Anti-Israel Hatefest On Secret Facebook Page for Foreign Correspondents

Anti-Israel Hatefest On Secret Facebook Page for Foreign Correspondents

A new Israeli report exonerating Israel in the events surrounding the death in 2000 of 12-year-old Mohammed al-Dura, an event used by the Palestinians to claim he was killed by Israeli crossfire and to incite crimes such as the lynching and subsequent disemboweling of two Israeli soldiers, triggered a hatefest against Israel within a “secret” Facebook group of foreign correspondents and human rights activists called the Vulture Club.

Some typical comments were:

Peter Bouckaert, senior official at Human Rights Watch: “Typical IDF lies. As usual, it takes them a long time to really build up the falsehood. ” Bouckaert’s virulence even extended to the coverage of the story by the New York Times: “It really isn’t good journalism to write this up as if these are credible allegations when it is a pack of lies.”

El Mundo reporter Javier Espinosa: “[T]he lobby uses all its strength and is able to push anything in majors [sic] English newspapers or in the NY Times. Israeli embassies call their contacts in all those newspapers and they agree to publish that information. That reinforces lack of media credibility and conspiracy theories as we are being used as mouthpieces for propaganda,” Espinosa added.

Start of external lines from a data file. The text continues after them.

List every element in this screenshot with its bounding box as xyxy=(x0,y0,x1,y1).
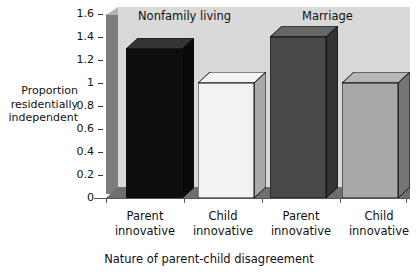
y-tick-mark xyxy=(98,106,103,107)
y-tick-mark xyxy=(98,60,103,61)
x-category-label-line: innovative xyxy=(333,224,418,239)
y-tick-label: 0.4 xyxy=(68,146,94,157)
y-tick-label: 0.2 xyxy=(68,169,94,180)
y-tick-label: 1.4 xyxy=(68,31,94,42)
y-tick-label: 0 xyxy=(68,192,94,203)
y-tick-label: 0.6 xyxy=(68,123,94,134)
y-tick-mark xyxy=(98,129,103,130)
x-category-label: Childinnovative xyxy=(333,209,418,239)
x-category-label-line: Child xyxy=(333,209,418,224)
y-tick-mark xyxy=(98,37,103,38)
chart-figure: Proportion residentially independent 1.6… xyxy=(0,0,418,272)
y-tick-mark xyxy=(98,14,103,15)
plot-left-wall-top xyxy=(106,7,118,15)
x-axis-line xyxy=(94,198,410,199)
x-tick-mark xyxy=(340,198,341,203)
y-tick-label: 1.2 xyxy=(68,54,94,65)
x-tick-mark xyxy=(106,198,107,203)
bar xyxy=(270,26,338,198)
y-axis-label-line-2: residentially xyxy=(2,98,78,112)
y-tick-mark xyxy=(98,175,103,176)
y-axis-label: Proportion residentially independent xyxy=(2,84,78,125)
plot-left-wall xyxy=(106,14,118,194)
x-tick-mark xyxy=(406,198,407,203)
y-axis-label-line-1: Proportion xyxy=(2,84,78,98)
bar xyxy=(126,38,194,199)
y-tick-mark xyxy=(98,152,103,153)
x-tick-mark xyxy=(262,198,263,203)
x-axis-title: Nature of parent-child disagreement xyxy=(0,252,418,266)
group-header-marriage: Marriage xyxy=(302,9,353,23)
y-tick-label: 1 xyxy=(68,77,94,88)
y-axis-label-line-3: independent xyxy=(2,111,78,125)
bar xyxy=(342,72,410,198)
bar xyxy=(198,72,266,198)
y-tick-label: 1.6 xyxy=(68,8,94,19)
y-tick-mark xyxy=(98,83,103,84)
x-tick-mark xyxy=(184,198,185,203)
y-tick-label: 0.8 xyxy=(68,100,94,111)
plot-area xyxy=(106,7,410,198)
group-header-nonfamily-living: Nonfamily living xyxy=(138,9,231,23)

Associated Press photojournalist Jerome delay: “The IDF thinks the earth is flat, btw.”

There was vitriol directed at Philippe Karsenty, a French media analyst who was sued by France 2 television after he said France 2 aired staged footage of Al-Dura’s death. AFP reporter Marc Bastian wrote, “And fuck no, it’s not true that ‘Everyone in France knows the footage is a hoax,’ as Karsenty says. Everyone here knows that [France 2 journalist Charles] Enderlin is an honest man, and Karsenty is an extremist.”

Bouckaert answered, “That’s about the kindest way to describe Karsenty. I would add a few descriptive words after extremist.”

Bastian concluded, “I know, I’m always too polite.”

Only one problem: on May 21, 2008, an appeals court ruled in favor of Karsenty and dismissed Enderlin’s case.

Andrew Ford Lyons, who works with the International Solidarity Movement, wrote of the report, “a feeble attempt at historical revision, at best.”

Perhaps this cadre of antisemites might want to look at the evidence, but it’s doubtful. For the sake of edification, here are the essentials of the case, as compiled by frontpagemag.com:

The tapes show no blood on the Al-Duras or following their evacuation, at the scene.

Only Abu Rahmeh caught the film, although several other cameramen were present. 

Doctors Juna Saka and Mohammed El Dawil at the Shifa hospital in Gaza say the father and boy arrived at the hospital between noon and 1p.m., but Enderlin reported that the incident began at 3 p.m.

The evacuation was not filmed.

The tapes show no bullet holes on the Al-Dura’s side of the barrel.

No bullets were ever recovered.

Palestinian Arab officials ordered no autopsy and conducted no investigation.

In three hours of Palestinian-produced rushes, Israelis were not seen firing.

In the background, Palestinian cameramen loitered casually, without fear.  

At the hospital, France 2 tapes show a body much larger than that of Mohammed Al-Dura, with surgical abdominal wounds, not wounds from high-powered gunshots, according to forensic medical experts who have seen the France 2, Reuters and AP footage.

Shots fired at the Al-Duras triggered small round clouds of smoke.

Subsequent ballistic tests showed that only head-on shots could produce such small circular clouds. Upon impact, shots fired at a wide-angle throw off great clouds of smoke in the opposite direction.